The Kharg Obsession: The Shot Washington Was Too Smart to Take in 1980
Kharg, once deemed in Washington too escalatory to contemplate, is now being sold as a neat, limited “solution” to the Iran problem…
Freddie Ponton via 21Wire
The most revealing part of the Kharg Island story is not the island’s strategic value, nor even that it hosts the most important complex of Christian archaeology in the Persian Gulf. It is that a target once deemed in Washington too escalatory to contemplate is now being sold as a neat, limited “solution” to the Iran problem. Kharg is Iran’s principal crude export terminal, and the Center for Strategic and International Studies CSIS and Reuters, citing JPMorgan, have both described it as handling nearly all or the overwhelming majority of Iranian oil exports, which is precisely why it has become the fixation of hawks who imagine that control over one island could break Iran’s war economy without dragging the United States into another regional trap.
DOCUMENT: The Christian Monastery On The Island Of Kharg – A study by John Bowman from the University of Melbourne [View Doc]>>> (Source GospelStudies)
The public rumour cycle appears to begin with March 7 reporting that the White House was considering some form of raid or seizure scenario involving Kharg, after which the idea spread rapidly through follow-on coverage in RFE/RL, ABC, and many other outlets. What those stories established was not a public operational order, a disclosed force package, or a presidential announcement, but the existence of a discussion, or at a minimum, a leak about a discussion, inside Trump-administration circles. That distinction is crucial because it means the evidence in public view is stronger for policy signalling than for a finalised decision.
The story spread so fast because it did not arrive in a vacuum. It landed in a media and policy environment already shaped by years of maximalist anti-Iran rhetoric, and by a class of commentators who had been working to normalise the idea that Iran’s economic lifelines should be physically seized if sanctions and sabotage failed to produce submission. AEI’s Michael Rubin argued openly that seizing Kharg would be “the ultimate checkmate to Iran,” while other commentary framed the island as tailor-made for a president who has long spoken in the language of taking adversaries’ oil rather than negotiating with them.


#### WHAT YOU ARE ASKED TO DO:
Take the entries that follow and return only the lines from the one with "List every element" through the final line, leaving every picture behind.

#### SUPPLIED INFORMATION:
□ □ □ □ □
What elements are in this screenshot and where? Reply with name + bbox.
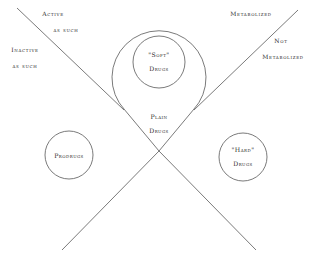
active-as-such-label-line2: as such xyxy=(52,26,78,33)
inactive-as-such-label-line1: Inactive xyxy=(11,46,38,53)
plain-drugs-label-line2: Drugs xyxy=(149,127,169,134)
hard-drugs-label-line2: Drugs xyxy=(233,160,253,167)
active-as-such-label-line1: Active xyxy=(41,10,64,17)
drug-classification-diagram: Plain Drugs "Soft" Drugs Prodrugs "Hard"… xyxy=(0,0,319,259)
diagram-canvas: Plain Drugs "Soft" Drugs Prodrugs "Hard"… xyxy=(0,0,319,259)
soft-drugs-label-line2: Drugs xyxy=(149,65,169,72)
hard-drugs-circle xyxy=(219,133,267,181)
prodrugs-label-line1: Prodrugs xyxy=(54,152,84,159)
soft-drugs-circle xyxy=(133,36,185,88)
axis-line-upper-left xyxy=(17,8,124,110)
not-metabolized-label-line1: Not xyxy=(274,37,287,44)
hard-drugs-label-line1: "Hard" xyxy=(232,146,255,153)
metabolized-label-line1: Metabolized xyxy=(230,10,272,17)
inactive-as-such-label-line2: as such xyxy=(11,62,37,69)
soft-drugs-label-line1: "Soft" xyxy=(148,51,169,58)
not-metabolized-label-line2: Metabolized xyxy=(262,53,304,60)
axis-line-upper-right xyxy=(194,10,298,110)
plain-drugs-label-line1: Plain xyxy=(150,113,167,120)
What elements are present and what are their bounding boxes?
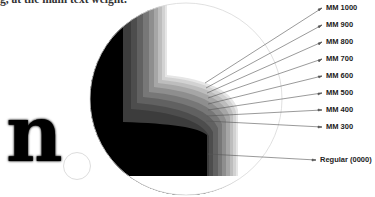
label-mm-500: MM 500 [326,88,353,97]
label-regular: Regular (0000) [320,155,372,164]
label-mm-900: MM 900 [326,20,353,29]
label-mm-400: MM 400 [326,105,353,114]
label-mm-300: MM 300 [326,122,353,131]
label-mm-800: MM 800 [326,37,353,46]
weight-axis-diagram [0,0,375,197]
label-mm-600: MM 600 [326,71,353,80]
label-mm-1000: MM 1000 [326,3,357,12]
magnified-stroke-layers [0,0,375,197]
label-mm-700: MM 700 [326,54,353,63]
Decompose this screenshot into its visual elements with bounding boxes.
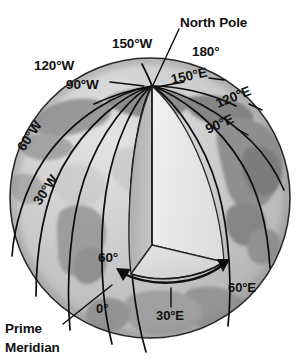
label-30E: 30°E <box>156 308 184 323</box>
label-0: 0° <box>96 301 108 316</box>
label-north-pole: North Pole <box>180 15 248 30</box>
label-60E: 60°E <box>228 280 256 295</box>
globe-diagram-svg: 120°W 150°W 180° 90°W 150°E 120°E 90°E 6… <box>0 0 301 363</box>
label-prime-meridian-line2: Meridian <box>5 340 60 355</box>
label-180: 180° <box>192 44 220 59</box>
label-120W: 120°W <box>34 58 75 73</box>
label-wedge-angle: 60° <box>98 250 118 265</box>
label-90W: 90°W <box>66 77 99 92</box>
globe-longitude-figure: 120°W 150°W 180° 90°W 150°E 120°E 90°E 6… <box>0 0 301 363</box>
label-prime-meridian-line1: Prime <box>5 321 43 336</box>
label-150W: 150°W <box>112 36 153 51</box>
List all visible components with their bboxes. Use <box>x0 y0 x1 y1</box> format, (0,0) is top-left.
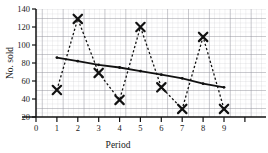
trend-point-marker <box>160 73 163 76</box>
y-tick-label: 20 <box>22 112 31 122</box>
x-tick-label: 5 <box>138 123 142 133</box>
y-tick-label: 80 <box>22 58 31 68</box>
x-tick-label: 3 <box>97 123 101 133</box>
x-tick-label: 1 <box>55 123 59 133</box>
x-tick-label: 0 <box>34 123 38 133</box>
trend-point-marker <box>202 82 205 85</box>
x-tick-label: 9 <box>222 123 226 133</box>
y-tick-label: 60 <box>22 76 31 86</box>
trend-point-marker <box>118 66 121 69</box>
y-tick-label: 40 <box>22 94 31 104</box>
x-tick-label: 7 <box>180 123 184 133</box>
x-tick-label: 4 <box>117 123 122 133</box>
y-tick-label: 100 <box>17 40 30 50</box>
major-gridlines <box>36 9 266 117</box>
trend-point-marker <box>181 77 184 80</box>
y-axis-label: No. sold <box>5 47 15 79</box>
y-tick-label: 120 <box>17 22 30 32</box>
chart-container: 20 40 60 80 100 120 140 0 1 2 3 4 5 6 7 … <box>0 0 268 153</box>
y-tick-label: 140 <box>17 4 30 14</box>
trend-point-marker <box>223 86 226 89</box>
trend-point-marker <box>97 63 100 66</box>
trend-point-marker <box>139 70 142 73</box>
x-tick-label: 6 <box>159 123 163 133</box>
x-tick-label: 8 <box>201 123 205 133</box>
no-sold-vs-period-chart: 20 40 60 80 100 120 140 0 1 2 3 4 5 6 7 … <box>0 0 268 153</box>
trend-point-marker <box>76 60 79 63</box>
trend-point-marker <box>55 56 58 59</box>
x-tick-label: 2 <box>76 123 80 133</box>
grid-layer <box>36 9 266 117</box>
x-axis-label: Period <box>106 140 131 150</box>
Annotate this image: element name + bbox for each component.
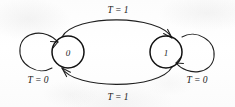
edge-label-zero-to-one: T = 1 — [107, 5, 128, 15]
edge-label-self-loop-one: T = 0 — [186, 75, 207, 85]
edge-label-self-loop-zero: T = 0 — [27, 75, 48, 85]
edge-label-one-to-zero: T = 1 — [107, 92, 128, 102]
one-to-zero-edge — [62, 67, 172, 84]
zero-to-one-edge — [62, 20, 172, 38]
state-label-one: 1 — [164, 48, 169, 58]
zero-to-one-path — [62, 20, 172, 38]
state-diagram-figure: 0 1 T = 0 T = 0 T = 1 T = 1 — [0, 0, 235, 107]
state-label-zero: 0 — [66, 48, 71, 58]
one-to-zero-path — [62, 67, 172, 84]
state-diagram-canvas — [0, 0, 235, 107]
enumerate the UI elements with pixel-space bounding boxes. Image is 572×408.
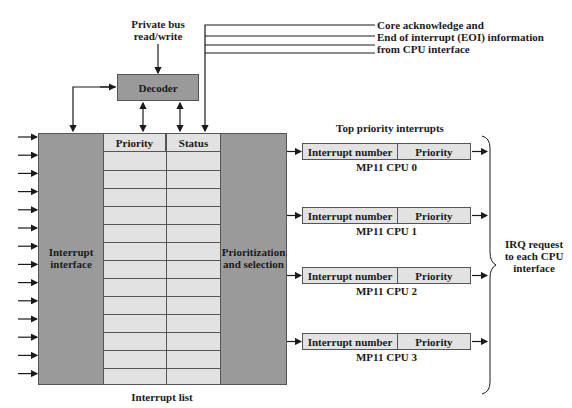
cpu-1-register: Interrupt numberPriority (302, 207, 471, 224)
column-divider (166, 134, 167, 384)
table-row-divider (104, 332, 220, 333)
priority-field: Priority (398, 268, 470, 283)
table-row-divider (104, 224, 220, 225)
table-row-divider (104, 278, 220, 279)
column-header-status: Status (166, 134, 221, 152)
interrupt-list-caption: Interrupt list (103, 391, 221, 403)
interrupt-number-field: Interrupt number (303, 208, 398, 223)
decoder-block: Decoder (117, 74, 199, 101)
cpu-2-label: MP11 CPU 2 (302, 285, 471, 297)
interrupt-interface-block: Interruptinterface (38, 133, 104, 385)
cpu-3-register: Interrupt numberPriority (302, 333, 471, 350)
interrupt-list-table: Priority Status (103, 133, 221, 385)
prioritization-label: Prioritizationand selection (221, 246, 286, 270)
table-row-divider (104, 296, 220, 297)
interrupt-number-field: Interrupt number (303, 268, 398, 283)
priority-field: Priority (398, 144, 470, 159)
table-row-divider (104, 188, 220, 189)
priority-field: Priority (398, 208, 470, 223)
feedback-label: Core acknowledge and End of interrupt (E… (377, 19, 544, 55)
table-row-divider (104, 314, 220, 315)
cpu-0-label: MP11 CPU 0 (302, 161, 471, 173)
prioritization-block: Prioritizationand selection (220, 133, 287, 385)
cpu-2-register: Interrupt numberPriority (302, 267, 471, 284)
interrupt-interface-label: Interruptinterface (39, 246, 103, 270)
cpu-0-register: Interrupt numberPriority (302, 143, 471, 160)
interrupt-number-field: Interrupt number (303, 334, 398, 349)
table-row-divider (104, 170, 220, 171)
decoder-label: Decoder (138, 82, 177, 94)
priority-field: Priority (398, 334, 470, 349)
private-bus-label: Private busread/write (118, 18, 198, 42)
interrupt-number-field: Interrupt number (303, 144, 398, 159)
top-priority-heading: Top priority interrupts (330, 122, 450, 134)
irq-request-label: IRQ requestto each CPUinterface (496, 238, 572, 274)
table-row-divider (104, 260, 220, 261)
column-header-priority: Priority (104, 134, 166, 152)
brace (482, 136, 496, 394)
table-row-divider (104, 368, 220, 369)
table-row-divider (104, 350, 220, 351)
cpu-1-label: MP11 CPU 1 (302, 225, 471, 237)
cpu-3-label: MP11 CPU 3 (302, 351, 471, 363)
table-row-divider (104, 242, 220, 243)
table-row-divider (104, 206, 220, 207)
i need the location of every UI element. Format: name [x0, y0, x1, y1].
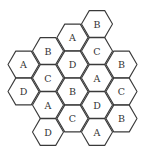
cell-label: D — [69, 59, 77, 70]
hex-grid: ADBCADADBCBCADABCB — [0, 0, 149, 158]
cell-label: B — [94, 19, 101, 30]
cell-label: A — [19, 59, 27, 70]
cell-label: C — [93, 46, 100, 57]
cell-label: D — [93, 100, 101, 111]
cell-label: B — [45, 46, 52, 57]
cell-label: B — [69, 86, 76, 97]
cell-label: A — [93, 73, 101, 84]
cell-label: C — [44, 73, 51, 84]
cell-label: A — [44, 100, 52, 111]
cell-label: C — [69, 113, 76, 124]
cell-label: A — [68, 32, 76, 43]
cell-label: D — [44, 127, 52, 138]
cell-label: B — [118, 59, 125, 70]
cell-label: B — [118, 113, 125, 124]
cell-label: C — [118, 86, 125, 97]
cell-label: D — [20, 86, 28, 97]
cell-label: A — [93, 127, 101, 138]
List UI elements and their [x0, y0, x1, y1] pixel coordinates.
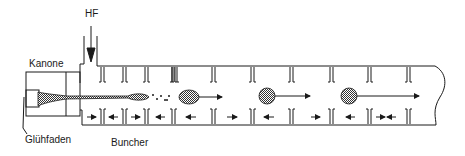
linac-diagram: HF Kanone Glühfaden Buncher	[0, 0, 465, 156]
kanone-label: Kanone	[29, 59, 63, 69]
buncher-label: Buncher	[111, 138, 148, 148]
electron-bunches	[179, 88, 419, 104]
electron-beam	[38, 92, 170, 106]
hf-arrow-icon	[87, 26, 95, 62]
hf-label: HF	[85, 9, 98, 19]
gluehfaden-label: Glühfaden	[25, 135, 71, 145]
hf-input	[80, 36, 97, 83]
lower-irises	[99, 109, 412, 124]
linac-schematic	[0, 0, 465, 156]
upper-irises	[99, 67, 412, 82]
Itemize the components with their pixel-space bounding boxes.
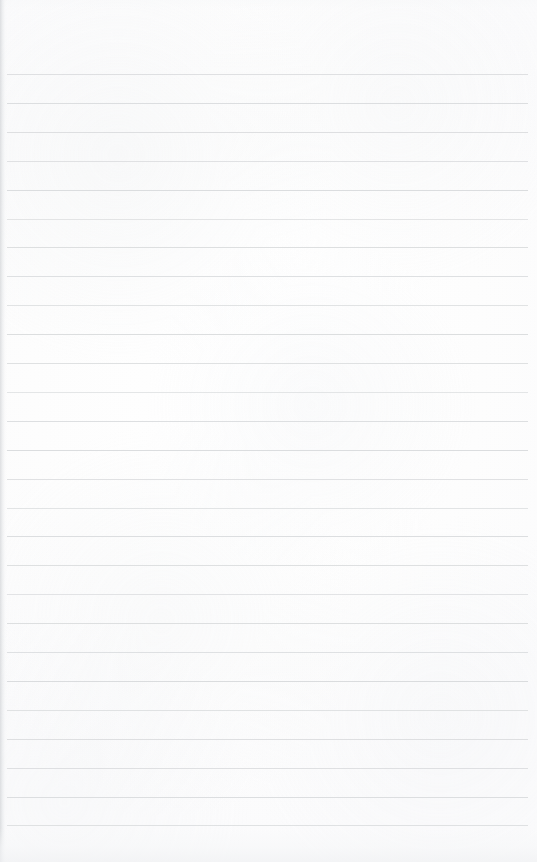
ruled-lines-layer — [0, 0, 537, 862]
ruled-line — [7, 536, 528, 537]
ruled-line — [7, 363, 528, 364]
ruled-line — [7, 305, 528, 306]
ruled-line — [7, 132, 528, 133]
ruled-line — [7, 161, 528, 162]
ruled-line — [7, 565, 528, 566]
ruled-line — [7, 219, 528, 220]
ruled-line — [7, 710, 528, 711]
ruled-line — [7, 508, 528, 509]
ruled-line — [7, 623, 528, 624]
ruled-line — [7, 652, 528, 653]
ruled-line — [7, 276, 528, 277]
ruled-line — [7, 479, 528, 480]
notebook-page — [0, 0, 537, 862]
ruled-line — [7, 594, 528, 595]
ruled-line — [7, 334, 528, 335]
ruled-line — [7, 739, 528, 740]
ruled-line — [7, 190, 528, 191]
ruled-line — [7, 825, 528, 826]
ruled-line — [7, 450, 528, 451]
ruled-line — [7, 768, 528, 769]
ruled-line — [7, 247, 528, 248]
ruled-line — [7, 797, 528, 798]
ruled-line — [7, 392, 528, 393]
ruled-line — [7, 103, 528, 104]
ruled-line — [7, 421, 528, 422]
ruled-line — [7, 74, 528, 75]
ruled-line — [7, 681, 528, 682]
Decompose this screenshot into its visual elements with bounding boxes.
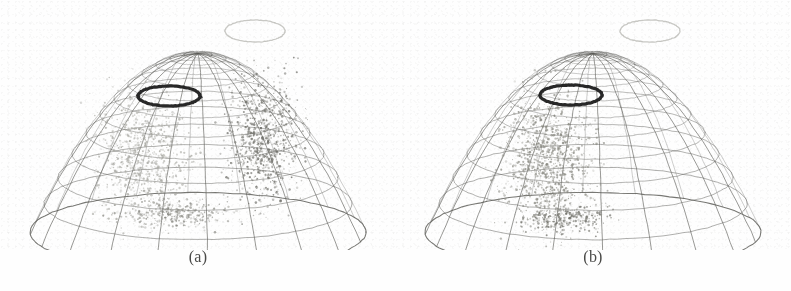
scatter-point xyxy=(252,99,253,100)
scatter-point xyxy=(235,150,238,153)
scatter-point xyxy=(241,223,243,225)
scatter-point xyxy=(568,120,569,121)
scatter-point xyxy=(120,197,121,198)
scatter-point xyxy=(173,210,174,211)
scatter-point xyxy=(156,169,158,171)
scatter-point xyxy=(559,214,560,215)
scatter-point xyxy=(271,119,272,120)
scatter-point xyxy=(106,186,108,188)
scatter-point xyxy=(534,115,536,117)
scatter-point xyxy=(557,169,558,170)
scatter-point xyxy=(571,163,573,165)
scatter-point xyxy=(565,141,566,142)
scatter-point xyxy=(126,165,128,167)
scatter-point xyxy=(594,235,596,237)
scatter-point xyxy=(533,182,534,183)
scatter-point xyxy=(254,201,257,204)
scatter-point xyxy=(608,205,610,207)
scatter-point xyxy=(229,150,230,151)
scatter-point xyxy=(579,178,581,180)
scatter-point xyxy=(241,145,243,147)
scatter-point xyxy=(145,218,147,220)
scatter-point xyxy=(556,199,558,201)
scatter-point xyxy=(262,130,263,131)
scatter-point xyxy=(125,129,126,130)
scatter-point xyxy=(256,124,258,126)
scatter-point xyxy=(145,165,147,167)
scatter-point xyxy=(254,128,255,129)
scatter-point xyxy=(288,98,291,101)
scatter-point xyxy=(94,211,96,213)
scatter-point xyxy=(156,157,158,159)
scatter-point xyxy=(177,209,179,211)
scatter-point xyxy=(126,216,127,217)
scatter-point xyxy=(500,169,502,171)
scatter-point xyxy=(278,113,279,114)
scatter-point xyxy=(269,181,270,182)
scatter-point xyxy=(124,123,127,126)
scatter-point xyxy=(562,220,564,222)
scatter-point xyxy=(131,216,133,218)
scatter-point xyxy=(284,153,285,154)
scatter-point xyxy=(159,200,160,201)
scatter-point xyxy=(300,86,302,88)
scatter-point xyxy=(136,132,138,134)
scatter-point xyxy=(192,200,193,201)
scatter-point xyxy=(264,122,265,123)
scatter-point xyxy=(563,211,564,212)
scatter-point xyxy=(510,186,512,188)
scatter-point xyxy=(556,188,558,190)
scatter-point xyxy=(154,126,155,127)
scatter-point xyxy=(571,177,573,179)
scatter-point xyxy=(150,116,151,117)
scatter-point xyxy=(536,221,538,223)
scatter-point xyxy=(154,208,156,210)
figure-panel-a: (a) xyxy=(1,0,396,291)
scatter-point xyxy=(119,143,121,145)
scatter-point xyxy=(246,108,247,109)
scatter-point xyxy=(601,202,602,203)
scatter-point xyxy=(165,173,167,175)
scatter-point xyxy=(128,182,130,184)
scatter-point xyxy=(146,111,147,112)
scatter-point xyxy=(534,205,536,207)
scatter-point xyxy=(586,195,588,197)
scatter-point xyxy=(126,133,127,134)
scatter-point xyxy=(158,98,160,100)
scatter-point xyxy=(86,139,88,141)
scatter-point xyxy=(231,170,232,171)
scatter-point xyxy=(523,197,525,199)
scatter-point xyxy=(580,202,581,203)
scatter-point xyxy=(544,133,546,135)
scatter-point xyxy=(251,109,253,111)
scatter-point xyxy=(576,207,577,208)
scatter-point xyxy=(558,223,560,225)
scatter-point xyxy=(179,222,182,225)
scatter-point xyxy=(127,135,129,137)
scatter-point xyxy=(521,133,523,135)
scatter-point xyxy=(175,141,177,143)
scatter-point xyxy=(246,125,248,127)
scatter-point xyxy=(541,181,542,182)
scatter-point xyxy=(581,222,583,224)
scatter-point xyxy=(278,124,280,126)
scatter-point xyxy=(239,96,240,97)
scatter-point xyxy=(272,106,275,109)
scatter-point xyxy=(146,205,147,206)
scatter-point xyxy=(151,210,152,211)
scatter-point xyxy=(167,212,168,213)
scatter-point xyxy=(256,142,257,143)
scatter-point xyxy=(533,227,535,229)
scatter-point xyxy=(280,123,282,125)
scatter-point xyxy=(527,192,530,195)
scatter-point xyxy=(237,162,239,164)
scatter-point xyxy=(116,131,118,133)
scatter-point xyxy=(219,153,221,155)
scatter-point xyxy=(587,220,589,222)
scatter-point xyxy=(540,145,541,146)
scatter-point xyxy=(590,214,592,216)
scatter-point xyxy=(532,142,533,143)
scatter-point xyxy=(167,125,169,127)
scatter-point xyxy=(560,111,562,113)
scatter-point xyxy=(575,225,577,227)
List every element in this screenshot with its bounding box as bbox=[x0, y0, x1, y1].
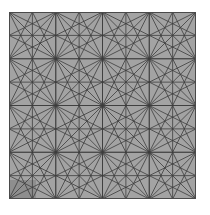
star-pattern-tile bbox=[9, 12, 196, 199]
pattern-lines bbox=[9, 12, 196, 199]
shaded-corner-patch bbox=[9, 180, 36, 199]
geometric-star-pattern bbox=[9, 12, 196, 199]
□ □ □ □ □
#### WRITTEN RESPONSE:
List every element in this screenshot with its bounding box as bbox=[x0, y0, x1, y1].
star-pattern-tile bbox=[9, 12, 196, 199]
pattern-lines bbox=[9, 12, 196, 199]
shaded-corner-patch bbox=[9, 180, 36, 199]
geometric-star-pattern bbox=[9, 12, 196, 199]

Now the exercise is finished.